Phil Hall - Interview

What are your thoughts about reading your poetry in Cobourg at the POW! Festival?

For two summers, years ago, 1985, 1986, maybe, I taught poems at The Ganaraska Writers' Festival in Port Hope. It was held at Trinity College School, the boys' school, the boys away for the summer.

Lots of good folks taught there also then: Joe Rosenblatt, Leon Rooke, Jane Urquhart, the late Joan Finnigan… I haven't been in the area much since then.

We are excited that POW! will function as a launch for your brand, spanking new book. Please tell us about your book and also a little about any other books you've had that "saw print."

Well, books don't so much "see" print as become it, taking those long twisted sketchy routes up from cursive explorations, then getting woven into paths that are standardized as type, sometimes, eventually…

My first book was published in Mexico City in 1973 when I was 20; full of typos (both me & it), but a lovely embarrassment nonetheless. I got on my knees & smelled the pages.

Since then I've published when I could, usually every 4 years, not counting chapbooks & broadsides…

I was lucky to have had Brick Books as my publisher for 20 years. I did 6 books with them.

My most recent publications have been White Porcupine from BookThug in 2008, and in 2009 Ghost Gum from Beautiful Outlaw Press.

I am very pleased to have this new book with Pedlar Press. In The Little Seamstress I have returned to the use of individual titles, while continuing to explore the sequence.

There are some essay-poems too. And increasingly the triptych intrigues me.

At POW!, do you plan to solely read pieces from your book? Do you plan to read other work as well?

I'll probably just read from The Little Seamstress, unless there are requests…

When did you start writing poetry and what prompted it?

I started before I knew any better; & luckily, eventually, it became a compulsion, which means I couldn't stop if I wanted to & just have to follow the pull, the push, the vowels, the quirks.

This compulsion is evolving too, from statement to listening, from personality to "a mind of winter," from meaning to keening.

Can you describe (a little) your writing process in creating a new poem?

I have worked in & from daily notebooks since I was sixteen. Most of what I gather this way isn't the poem, but a practice toward the poem, a tinkering so rough it is close to drawing.

I keep to the notebook as long as possible. I don't rush to poem, unless poem rushes to me. (When it does, it is usually epigrammatic or phrasal.)

What nags has promise. I gather words & quotes & expressions diversely. Waiting.

Am reluctant to spell out. Reluctance is prolific!

The POW! Festival is built on the notion that poetry should not be relegated to an existence as "a niche art form" that the average person doesn't care about.

I used to agree, vehemently, but I don't any more.

I am driven to make something akin to a dry stone wall
out of nothing but vowel sounds.

I call the results my song, a mere squeak.

Akin, because I admire dry stone walls. They rock…

A mere squeak --- the all-consuming ambition once
of a fossil in one of the stones…or an actual live cricket…

But I know my squeak is no fence. Or fossil. Or cricket…

A language wall, then? No.
As DH Lawrence says, "Not I, not I, but the wind that blows through me."

One has to get so small & quiet to hear my poem
the listener almost vanishes…

As I need to almost vanish to make it…

There is no average person.
I don't mean we are all unique.

I mean something akin to what Gertrude Stein means
when instead of saying some large number she writes "one & one & one & one…"

I try to talk of this poem not of poetry.

Trust the urge to make, not the desire to be heard.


• [Aim of the exercise] Your task is to reproduce exactly the lines from the one containing "Image resolution: width=1512" through the last line below, both ends included, and nothing else, with no pictures.

|---|

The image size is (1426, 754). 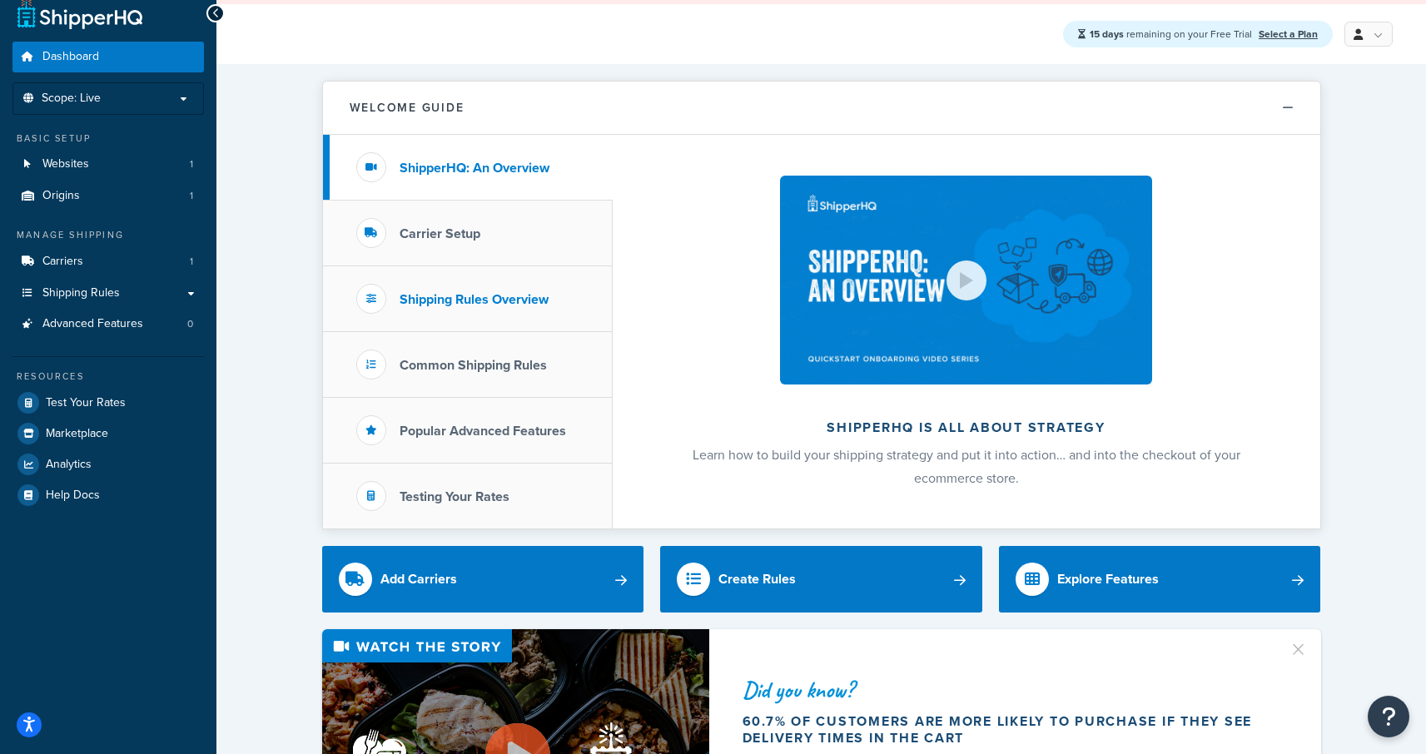 I want to click on li: Analytics, so click(x=108, y=464).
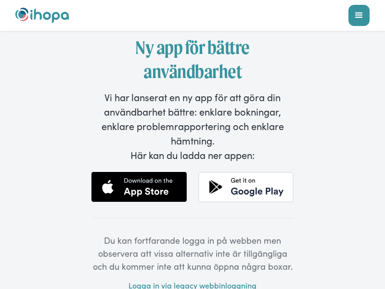 Image resolution: width=385 pixels, height=289 pixels. What do you see at coordinates (192, 126) in the screenshot?
I see `p: Vi har lanserat en ny app för att göra din användbarhet bättre: enklare bokningar, enklare proble...` at bounding box center [192, 126].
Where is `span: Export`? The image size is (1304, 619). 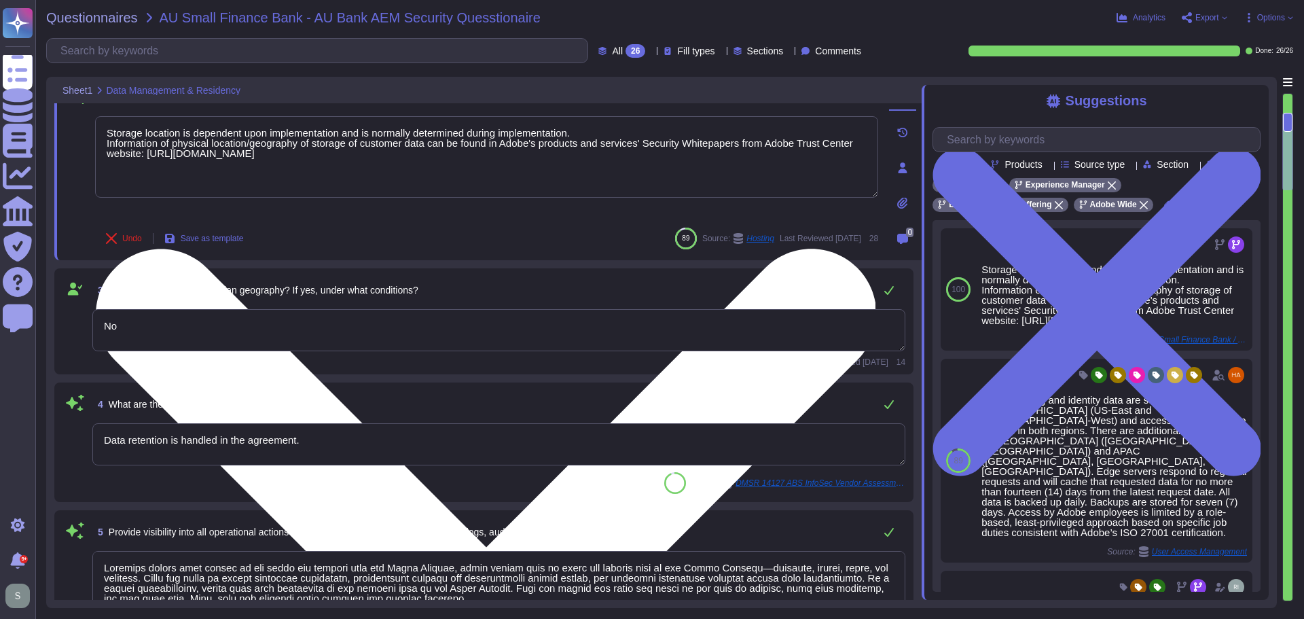 span: Export is located at coordinates (1207, 18).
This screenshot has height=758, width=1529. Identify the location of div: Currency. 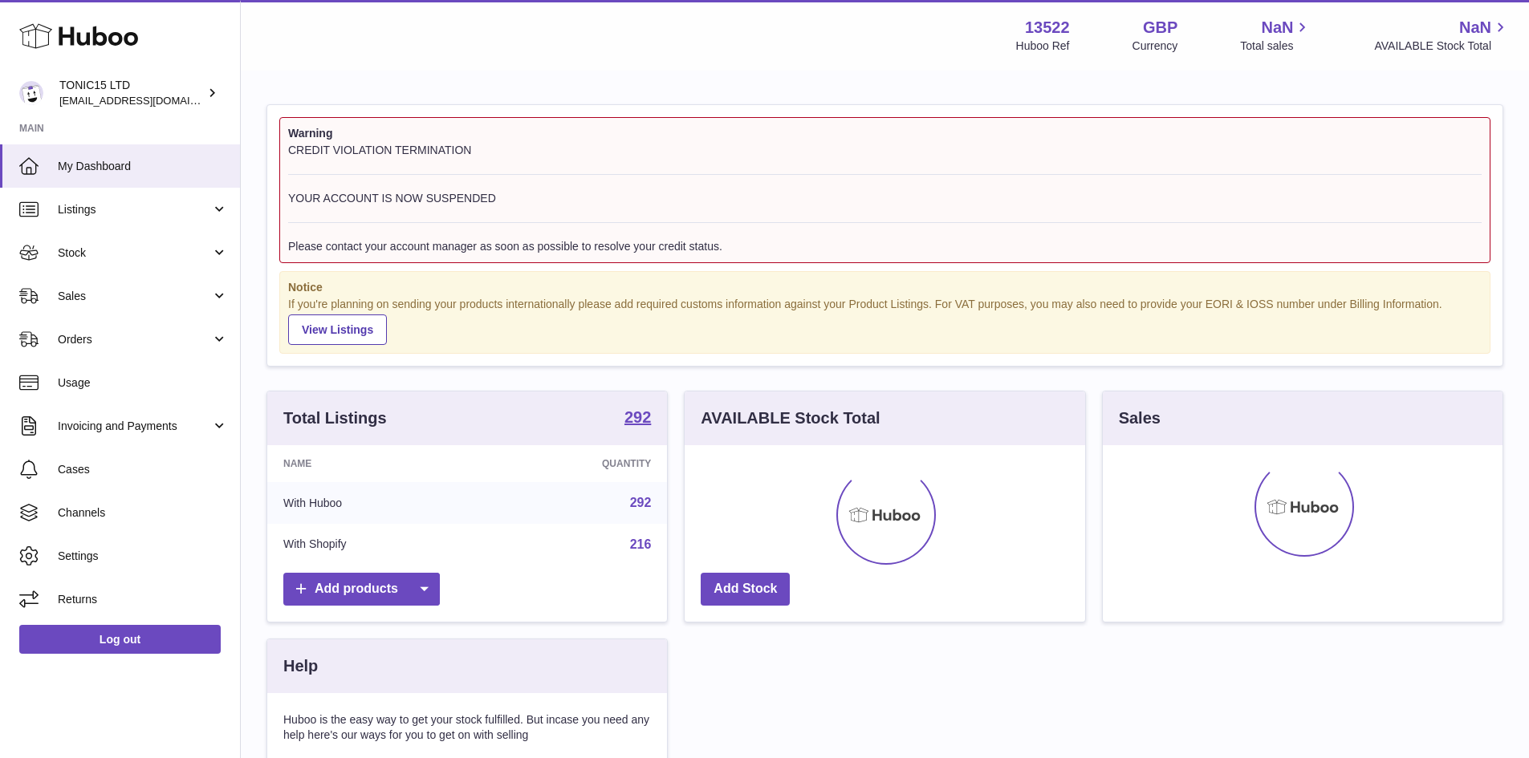
(1155, 46).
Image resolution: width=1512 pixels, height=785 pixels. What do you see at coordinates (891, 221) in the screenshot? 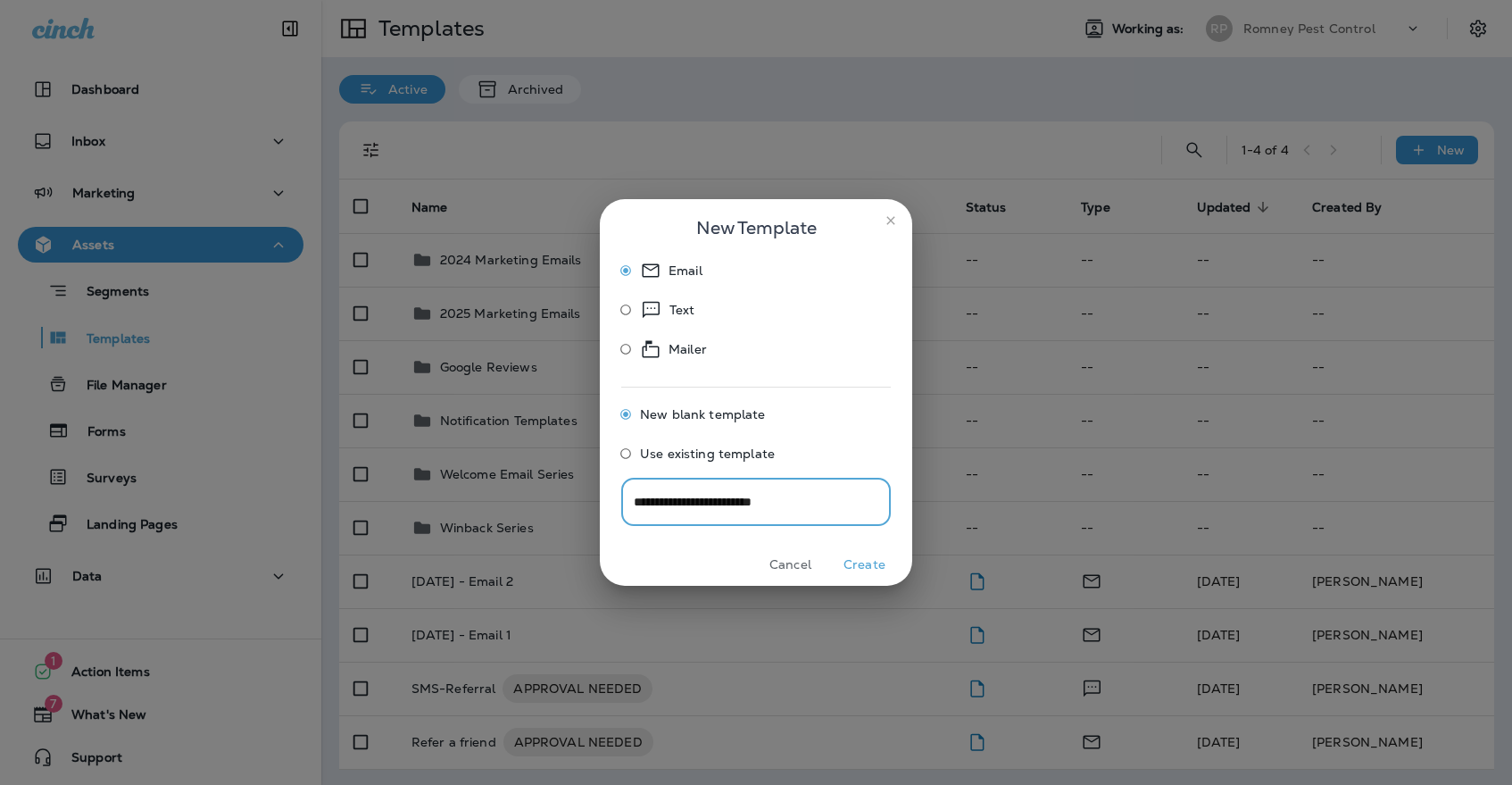
I see `button: close` at bounding box center [891, 221].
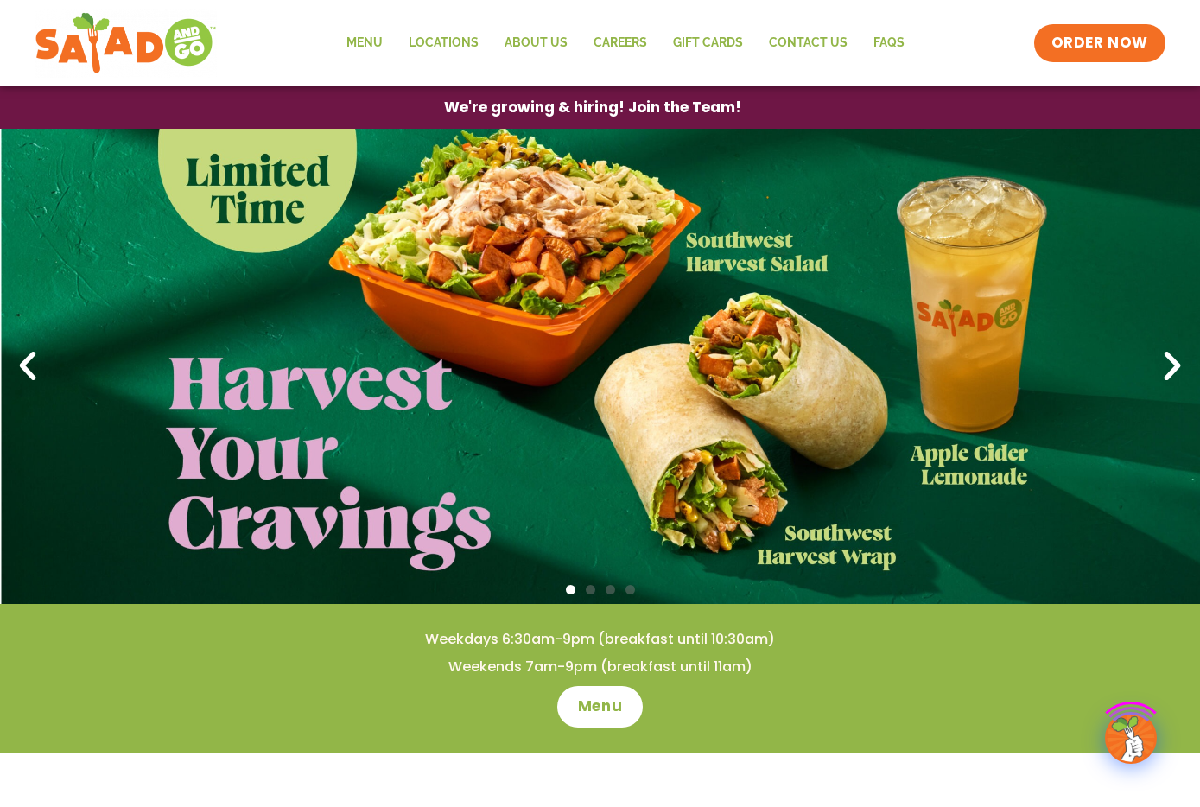  Describe the element at coordinates (610, 589) in the screenshot. I see `span: Go to slide 3` at that location.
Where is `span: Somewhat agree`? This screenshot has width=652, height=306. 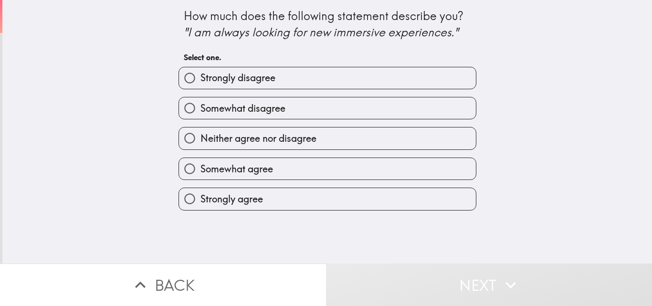
span: Somewhat agree is located at coordinates (237, 169).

|---|

• [Task response]
Image resolution: width=1512 pixels, height=785 pixels. What do you see at coordinates (891, 221) in the screenshot? 
I see `button: close` at bounding box center [891, 221].
  Describe the element at coordinates (610, 589) in the screenshot. I see `span: Go to slide 3` at that location.
Where is `span: Somewhat agree`? This screenshot has width=652, height=306. 
span: Somewhat agree is located at coordinates (237, 169).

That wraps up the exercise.